We investigate whether risk, time, environmental, and social preferences affect single family homeowners' investments in energy efficient renovations and energy quality of their house using established experimental measures and questionnaires. We find that homeowners who report to be more risk taking are more likely to have renovated their house. Pro-environmental and futureoriented renovators, i.e. renovators with lower discount factors, live in homes with higher energy efficiency. Controlling for the energy efficiency of houses, we further find that energy consumption as measured by heating and energy costs are lower for future-oriented and proenvironmental individuals. Social preferences measured in a dictator and a generosity game play a mixed role for investments in energy efficiency and energy consumption.

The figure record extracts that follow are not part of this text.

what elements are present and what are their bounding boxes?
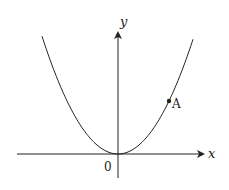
point-a-label: A: [171, 97, 181, 111]
x-axis-label: x: [208, 146, 216, 161]
point-a-marker: [167, 99, 171, 103]
y-axis-label: y: [119, 14, 128, 29]
diagram-canvas: x y 0 A: [0, 0, 229, 190]
origin-label: 0: [104, 160, 112, 174]
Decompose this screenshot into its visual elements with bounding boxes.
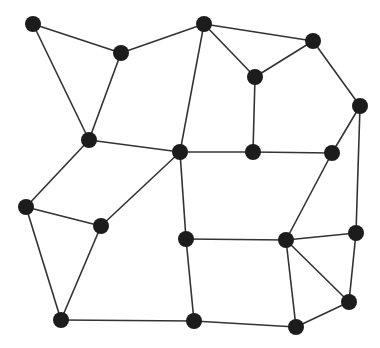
node-D xyxy=(305,33,321,49)
edge-O-P xyxy=(349,233,356,302)
edge-I-J xyxy=(253,152,332,153)
edge-D-F xyxy=(313,41,360,106)
edge-P-S xyxy=(296,302,349,327)
edge-K-L xyxy=(26,207,101,226)
node-E xyxy=(247,69,263,85)
edge-B-G xyxy=(89,53,121,140)
edge-G-K xyxy=(26,140,89,207)
node-H xyxy=(172,144,188,160)
edge-C-D xyxy=(204,24,313,41)
edge-layer xyxy=(26,24,360,327)
edge-L-Q xyxy=(61,226,101,320)
edge-A-B xyxy=(33,24,121,53)
edge-M-N xyxy=(186,239,286,240)
node-M xyxy=(178,231,194,247)
edge-H-M xyxy=(180,152,186,239)
edge-C-E xyxy=(204,24,255,77)
node-O xyxy=(348,225,364,241)
edge-F-O xyxy=(356,106,360,233)
edge-R-S xyxy=(194,321,296,327)
node-layer xyxy=(18,16,368,335)
edge-M-R xyxy=(186,239,194,321)
edge-B-C xyxy=(121,24,204,53)
edge-D-E xyxy=(255,41,313,77)
node-Q xyxy=(53,312,69,328)
edge-A-G xyxy=(33,24,89,140)
node-P xyxy=(341,294,357,310)
node-G xyxy=(81,132,97,148)
edge-J-N xyxy=(286,153,332,240)
edge-N-S xyxy=(286,240,296,327)
node-B xyxy=(113,45,129,61)
edge-N-O xyxy=(286,233,356,240)
edge-N-P xyxy=(286,240,349,302)
edge-K-Q xyxy=(26,207,61,320)
node-J xyxy=(324,145,340,161)
node-L xyxy=(93,218,109,234)
node-S xyxy=(288,319,304,335)
node-F xyxy=(352,98,368,114)
edge-G-H xyxy=(89,140,180,152)
edge-C-H xyxy=(180,24,204,152)
node-R xyxy=(186,313,202,329)
node-K xyxy=(18,199,34,215)
edge-E-I xyxy=(253,77,255,152)
node-I xyxy=(245,144,261,160)
node-C xyxy=(196,16,212,32)
edge-H-L xyxy=(101,152,180,226)
graph-canvas xyxy=(0,0,380,348)
edge-Q-R xyxy=(61,320,194,321)
node-A xyxy=(25,16,41,32)
edge-F-J xyxy=(332,106,360,153)
node-N xyxy=(278,232,294,248)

Although understanding preferences for privacy is of great importance to economists, businesses and politicians little is known about the factors that shape the individual willingness to share personal data. This article provides three experimental studies with a total of 470 participants that help characterizing individual preferences for sharing personal data varying the characteristics of potential recipients. We find that participants' willingness to share personal data with anonymous recipients decreases with the number of recipients. However, social distance to the recipients and the extent of personal data a single recipient receives do not decrease the willingness to share personal data. Further, we provide a methodological insight by showing that verification of personal data is essential when eliciting privacy preferences. JEL Classification: C90, C91, D80, D82
We investigate whether automatic selling devices causally reduce investors' disposition effect (DE) in a laboratory experiment. Investors can actively buy and sell assets. Investors in the treatment group use stop-loss and take-gain options to automatically sell assets. In addition, we introduce a reminder condition that reminds investors about their selling plan if a limit is hit. Results show that the automatic selling device treatment significantly reduces the DEs, but the reminder treatment does not. Thus, the opportunity to ex ante commit to automatically selling at a loss causally reduces the disposition effect. (JEL C91, G02, G11) data can be found on The Review of Financial Studies web site.